A Quote by Susan Meissner

Dissecting a book was the same as making sense of life. You have to find a way to interpret life, or you'll go nuts. — © Susan Meissner
Dissecting a book was the same as making sense of life. You have to find a way to interpret life, or you'll go nuts.
The book is finished by the reader. A good novel should invite the reader in and let the reader participate in the creative experience and bring their own life experiences to it, interpret with their own individual life experiences. Every reader gets something different from a book and every reader, in a sense, completes it in a different way.
If, you know, all your life you're making films or whatever, and somehow along the way you lose meaning in whatever you're doing when you're making the films, they're just not the same as they used to be to you. That doesn't mean your life is over; it just means maybe go try to live a different life.
My dancing is not an attempt to interpret life in the literary sense. It is an affirmation of life through movement.
In Iceland, book lives matter in every sense of that phrase: The shelf-life of the book, the lives in the book, the life of the writer, and the life of the reader.
Making a living and having a life are not the same thing. Making a living and making a life that's worthwhile are not the same thing. Living the good life and living a good life are not the same thing. A job title doesn't even come close to answering the question. "What do you do?".
What we want is another sample of life, which is not on our tree of life at all. All life that we've studied so far on Earth belongs to the same tree. We share genes with mushrooms and oak trees and fish and bacteria that live in volcanic vents and so on that it's all the same life descended from a common origin. What we want is a second tree of life. We want alien life, alien not necessarily in the sense of having come from space, but alien in the sense of belonging to a different tree altogether. That is what we're looking for, "life 2.0."
Dennis McCurdy's Find A Way is a straightforward compilation of suggestions that will simplify your life and set you on the path toward success. The book has the feel of a friendly neighbor sharing the secrets that enabled him to win in life. This is an easy read that pays big dividends. I enjoyed it and highly recommend Find A Way to anyone seeking motivation.
We have to find a way to not refuse to see where we are, what we are doing, and yet we must still live. And making sure to live - to go through life not around it - was always hard. Making sure to be in the vale of soul - making - as John Keats put it. Now it's insanely hard.
I am not this big celebrity, but it gets really crazy. You have to go through the nuts of blowing up, in a sense, and then figuring out how to live your life with that.
I often like to think that our map of the world is wrong, that where we have centered physics, we should actually place literature as the central metaphor that we want to work out from. Because I think literature occupies the same relationship to life that life occupies to death. A book is life with one dimension pulled out of it. And life is something that lacks a dimension which death will give it. I imagine death to be a kind of release into the imagination in the sense that for characters in a book, what we experience is an unimaginable dimension of freedom.
I can only tell you one thing that I do know for sure, I am a dreamer. There are not many people that will recognize or want to recognize the fact that they are dreamers in their own life ... I continue to get up in the morning,enthusiastically, and go pick up a golf club with a thought that I can somewhere find that secret to making the cut. That's just an example, but it applies to other things in life, too, and that's the way I live and the way I think and the way I feel.
Actually, what I did, because I couldn't make sense of it, and I have to have lyrics that make sense, I decided the best way to sing 'I Have Confidence' was to go completely nuts with panic and fear.
It's not the events that shape my life that determine how I feel and act, but, rather, it's the way I interpret and evaluate my life experiences.
For me, art is like a big support group, where you go and meet people who think the same way, and you go, 'Okay, I'm not nuts.'
I've learned that you can tell a lot about a person by the way he/she handles these three things: a rainy day, lost luggage and tangled Christmas tree lights. I've learned that making a 'living' is not the same thing as 'making a life'. I've learned that whenever I decide something with an open heart, I usually make the right decision. I've learned that you shouldn't go through life with a catcher's mitt on both hands; you need to be able to throw some things back.
Writing is making sense of life. You work your whole life and perhaps you've made sense of one small area.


EXERCISE PROMPT: Given the listing below, write out exactly the lines starting with the line that has "The width and height of the screenshot is (1368, 758)." and going on through the line that has "The width and height of the screenshot is (837, 374).", both kept.

SOURCE RECORDS:
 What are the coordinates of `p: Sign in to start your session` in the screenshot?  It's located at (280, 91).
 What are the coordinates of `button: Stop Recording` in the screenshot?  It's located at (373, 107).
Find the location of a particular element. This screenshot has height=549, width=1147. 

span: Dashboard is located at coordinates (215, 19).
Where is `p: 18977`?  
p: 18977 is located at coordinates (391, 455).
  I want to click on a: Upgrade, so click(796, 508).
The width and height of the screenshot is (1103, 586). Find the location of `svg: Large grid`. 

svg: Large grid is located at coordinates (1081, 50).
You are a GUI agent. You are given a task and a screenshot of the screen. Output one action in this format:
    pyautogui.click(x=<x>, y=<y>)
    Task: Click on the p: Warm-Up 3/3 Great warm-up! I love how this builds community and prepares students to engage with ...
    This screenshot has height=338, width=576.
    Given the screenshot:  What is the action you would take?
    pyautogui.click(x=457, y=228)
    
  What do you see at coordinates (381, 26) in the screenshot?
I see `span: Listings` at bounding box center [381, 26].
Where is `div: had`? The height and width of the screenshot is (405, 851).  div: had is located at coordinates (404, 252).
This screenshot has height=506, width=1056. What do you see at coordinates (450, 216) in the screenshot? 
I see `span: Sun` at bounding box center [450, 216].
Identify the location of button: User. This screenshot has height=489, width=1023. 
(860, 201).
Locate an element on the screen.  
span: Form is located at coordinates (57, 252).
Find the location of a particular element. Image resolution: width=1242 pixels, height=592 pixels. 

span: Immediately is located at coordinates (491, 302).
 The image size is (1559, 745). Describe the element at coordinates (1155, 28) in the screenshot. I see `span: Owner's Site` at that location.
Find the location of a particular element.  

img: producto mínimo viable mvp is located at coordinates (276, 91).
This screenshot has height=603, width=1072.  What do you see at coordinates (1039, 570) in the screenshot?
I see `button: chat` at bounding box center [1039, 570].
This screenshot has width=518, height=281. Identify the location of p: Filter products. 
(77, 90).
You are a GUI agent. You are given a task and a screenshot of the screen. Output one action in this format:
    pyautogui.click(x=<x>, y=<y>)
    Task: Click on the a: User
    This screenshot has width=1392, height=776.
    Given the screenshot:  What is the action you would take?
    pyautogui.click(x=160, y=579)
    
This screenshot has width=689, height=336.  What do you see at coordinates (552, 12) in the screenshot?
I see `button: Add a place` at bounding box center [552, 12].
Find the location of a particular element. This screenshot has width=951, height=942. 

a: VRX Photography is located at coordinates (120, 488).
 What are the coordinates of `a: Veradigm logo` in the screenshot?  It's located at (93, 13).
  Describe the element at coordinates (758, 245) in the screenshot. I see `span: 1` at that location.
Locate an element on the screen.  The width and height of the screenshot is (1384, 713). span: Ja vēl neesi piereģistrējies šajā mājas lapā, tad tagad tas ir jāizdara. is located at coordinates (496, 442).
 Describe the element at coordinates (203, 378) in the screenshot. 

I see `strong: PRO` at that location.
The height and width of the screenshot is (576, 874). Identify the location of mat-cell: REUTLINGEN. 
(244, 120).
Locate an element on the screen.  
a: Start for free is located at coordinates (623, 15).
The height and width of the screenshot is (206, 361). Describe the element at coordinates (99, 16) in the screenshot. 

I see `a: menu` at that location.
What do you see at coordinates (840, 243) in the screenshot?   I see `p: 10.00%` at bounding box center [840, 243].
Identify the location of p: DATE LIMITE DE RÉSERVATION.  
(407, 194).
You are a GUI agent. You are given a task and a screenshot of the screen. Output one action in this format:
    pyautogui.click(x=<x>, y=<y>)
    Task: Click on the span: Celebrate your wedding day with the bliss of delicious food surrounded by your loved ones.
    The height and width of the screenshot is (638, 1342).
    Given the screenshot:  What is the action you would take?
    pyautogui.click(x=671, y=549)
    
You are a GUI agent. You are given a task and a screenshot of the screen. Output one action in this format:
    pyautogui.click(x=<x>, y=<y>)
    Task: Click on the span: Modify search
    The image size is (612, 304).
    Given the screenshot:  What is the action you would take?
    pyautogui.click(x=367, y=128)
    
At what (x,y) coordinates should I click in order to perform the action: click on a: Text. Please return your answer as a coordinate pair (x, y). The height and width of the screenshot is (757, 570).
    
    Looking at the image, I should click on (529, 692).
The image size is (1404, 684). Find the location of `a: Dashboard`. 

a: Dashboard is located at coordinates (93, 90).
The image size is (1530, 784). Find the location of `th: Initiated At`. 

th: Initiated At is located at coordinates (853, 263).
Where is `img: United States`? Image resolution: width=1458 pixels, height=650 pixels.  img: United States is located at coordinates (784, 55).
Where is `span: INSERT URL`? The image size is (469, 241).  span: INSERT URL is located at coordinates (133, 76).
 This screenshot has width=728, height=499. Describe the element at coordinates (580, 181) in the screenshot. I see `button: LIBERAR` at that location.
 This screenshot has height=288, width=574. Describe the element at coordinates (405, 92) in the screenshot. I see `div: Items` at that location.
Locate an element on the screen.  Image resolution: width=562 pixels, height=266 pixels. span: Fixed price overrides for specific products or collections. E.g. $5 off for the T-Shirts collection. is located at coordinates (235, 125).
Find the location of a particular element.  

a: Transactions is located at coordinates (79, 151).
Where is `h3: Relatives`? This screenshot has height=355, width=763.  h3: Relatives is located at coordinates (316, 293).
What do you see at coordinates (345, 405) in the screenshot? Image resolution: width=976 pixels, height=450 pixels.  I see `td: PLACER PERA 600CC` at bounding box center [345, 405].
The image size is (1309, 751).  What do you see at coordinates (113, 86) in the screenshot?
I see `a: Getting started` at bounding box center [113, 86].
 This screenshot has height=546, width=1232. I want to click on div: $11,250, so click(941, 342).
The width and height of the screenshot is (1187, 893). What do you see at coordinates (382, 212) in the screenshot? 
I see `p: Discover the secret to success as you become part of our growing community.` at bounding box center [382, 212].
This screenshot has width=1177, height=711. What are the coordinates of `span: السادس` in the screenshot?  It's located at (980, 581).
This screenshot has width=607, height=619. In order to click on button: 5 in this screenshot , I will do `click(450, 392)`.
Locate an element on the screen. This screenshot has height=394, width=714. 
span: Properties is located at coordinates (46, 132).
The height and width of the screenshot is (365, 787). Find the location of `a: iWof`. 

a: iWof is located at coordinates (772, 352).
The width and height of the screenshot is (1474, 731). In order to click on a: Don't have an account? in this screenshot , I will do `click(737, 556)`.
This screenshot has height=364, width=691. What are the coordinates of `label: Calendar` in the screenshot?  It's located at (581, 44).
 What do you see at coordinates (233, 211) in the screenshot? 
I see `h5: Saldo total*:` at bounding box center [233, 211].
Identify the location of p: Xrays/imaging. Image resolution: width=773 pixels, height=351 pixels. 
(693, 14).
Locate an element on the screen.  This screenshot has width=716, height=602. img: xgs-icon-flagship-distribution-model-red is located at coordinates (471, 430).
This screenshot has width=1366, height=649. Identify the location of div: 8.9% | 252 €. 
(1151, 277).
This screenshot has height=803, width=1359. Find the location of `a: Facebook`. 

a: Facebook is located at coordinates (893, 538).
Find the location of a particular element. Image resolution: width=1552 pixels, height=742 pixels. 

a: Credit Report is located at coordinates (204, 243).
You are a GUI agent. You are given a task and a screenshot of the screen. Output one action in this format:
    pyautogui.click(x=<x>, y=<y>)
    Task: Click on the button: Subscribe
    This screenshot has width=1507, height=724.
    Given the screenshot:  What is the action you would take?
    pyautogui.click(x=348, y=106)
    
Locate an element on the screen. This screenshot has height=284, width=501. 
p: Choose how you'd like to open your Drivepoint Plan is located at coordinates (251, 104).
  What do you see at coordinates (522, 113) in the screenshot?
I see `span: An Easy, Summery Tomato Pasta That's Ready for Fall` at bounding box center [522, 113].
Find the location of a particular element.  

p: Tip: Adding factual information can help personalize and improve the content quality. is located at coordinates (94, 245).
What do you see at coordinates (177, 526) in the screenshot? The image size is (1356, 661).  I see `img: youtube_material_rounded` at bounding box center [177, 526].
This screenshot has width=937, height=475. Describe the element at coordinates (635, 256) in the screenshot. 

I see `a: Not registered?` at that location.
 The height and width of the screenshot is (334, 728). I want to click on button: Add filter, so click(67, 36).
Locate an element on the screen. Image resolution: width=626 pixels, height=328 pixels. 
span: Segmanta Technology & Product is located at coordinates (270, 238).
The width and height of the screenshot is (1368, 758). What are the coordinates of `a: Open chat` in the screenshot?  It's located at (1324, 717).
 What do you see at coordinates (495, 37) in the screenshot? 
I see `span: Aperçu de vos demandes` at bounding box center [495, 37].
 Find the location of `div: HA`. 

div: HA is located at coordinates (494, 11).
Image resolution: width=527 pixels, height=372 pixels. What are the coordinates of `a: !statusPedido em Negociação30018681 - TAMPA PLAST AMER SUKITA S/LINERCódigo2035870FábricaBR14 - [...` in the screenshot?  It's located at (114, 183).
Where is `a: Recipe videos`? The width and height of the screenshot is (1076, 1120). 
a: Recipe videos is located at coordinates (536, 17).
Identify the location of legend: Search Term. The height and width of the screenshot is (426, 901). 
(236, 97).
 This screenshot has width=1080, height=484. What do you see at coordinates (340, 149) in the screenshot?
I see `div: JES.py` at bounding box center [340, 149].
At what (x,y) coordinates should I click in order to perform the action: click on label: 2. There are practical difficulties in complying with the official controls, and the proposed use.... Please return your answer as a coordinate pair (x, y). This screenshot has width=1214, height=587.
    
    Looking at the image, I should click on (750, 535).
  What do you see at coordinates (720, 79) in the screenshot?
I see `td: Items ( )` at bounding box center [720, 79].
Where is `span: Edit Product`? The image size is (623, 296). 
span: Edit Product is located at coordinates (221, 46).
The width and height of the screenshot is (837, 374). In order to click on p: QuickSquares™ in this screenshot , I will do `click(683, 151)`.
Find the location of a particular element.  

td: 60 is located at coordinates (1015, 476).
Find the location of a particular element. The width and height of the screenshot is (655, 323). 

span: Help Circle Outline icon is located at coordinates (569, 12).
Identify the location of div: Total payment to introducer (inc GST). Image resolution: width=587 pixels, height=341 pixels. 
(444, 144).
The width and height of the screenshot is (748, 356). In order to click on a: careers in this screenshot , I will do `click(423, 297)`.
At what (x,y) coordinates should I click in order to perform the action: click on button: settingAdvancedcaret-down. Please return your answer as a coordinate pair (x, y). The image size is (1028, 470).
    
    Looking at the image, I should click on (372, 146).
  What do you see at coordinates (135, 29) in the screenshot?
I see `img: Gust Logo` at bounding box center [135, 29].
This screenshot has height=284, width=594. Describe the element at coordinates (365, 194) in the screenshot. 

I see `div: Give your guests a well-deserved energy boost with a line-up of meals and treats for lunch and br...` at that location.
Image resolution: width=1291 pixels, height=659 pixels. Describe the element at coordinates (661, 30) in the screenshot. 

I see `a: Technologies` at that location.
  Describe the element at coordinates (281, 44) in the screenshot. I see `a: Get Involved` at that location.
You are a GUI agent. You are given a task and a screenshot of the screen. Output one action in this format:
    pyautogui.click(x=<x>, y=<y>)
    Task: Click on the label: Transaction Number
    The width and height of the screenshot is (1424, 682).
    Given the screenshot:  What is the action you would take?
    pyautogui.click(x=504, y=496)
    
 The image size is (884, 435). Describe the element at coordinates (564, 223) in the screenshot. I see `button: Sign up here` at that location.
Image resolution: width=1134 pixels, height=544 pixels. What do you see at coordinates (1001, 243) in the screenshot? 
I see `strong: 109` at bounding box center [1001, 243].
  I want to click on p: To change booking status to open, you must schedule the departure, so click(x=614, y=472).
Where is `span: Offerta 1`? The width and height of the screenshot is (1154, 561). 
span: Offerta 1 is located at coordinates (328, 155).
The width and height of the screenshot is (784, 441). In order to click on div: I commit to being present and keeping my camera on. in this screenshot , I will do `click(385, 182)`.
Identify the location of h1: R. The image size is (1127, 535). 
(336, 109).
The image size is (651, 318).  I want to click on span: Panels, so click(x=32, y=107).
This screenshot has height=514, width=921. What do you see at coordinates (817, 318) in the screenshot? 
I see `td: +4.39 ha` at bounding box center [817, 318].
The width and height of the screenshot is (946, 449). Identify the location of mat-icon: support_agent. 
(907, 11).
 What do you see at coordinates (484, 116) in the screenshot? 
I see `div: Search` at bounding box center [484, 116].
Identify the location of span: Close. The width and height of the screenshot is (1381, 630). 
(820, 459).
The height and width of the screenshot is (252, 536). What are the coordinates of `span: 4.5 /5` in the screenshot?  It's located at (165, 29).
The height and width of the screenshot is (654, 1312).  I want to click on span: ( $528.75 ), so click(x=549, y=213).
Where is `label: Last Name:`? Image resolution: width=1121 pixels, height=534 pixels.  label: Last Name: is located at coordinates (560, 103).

RESPONSE BELOW:
The width and height of the screenshot is (1368, 758). What are the coordinates of `a: Open chat` in the screenshot?  It's located at (1324, 717).
 What do you see at coordinates (495, 37) in the screenshot? 
I see `span: Aperçu de vos demandes` at bounding box center [495, 37].
 Find the location of `div: HA`. 

div: HA is located at coordinates (494, 11).
Image resolution: width=527 pixels, height=372 pixels. What are the coordinates of `a: !statusPedido em Negociação30018681 - TAMPA PLAST AMER SUKITA S/LINERCódigo2035870FábricaBR14 - [...` in the screenshot?  It's located at (114, 183).
Where is `a: Recipe videos`? The width and height of the screenshot is (1076, 1120). 
a: Recipe videos is located at coordinates (536, 17).
Identify the location of legend: Search Term. The height and width of the screenshot is (426, 901). 
(236, 97).
 This screenshot has width=1080, height=484. What do you see at coordinates (340, 149) in the screenshot?
I see `div: JES.py` at bounding box center [340, 149].
At what (x,y) coordinates should I click in order to perform the action: click on label: 2. There are practical difficulties in complying with the official controls, and the proposed use.... Please return your answer as a coordinate pair (x, y). This screenshot has width=1214, height=587.
    
    Looking at the image, I should click on (750, 535).
  What do you see at coordinates (720, 79) in the screenshot?
I see `td: Items ( )` at bounding box center [720, 79].
Where is `span: Edit Product`? The image size is (623, 296). 
span: Edit Product is located at coordinates (221, 46).
The width and height of the screenshot is (837, 374). In order to click on p: QuickSquares™ in this screenshot , I will do `click(683, 151)`.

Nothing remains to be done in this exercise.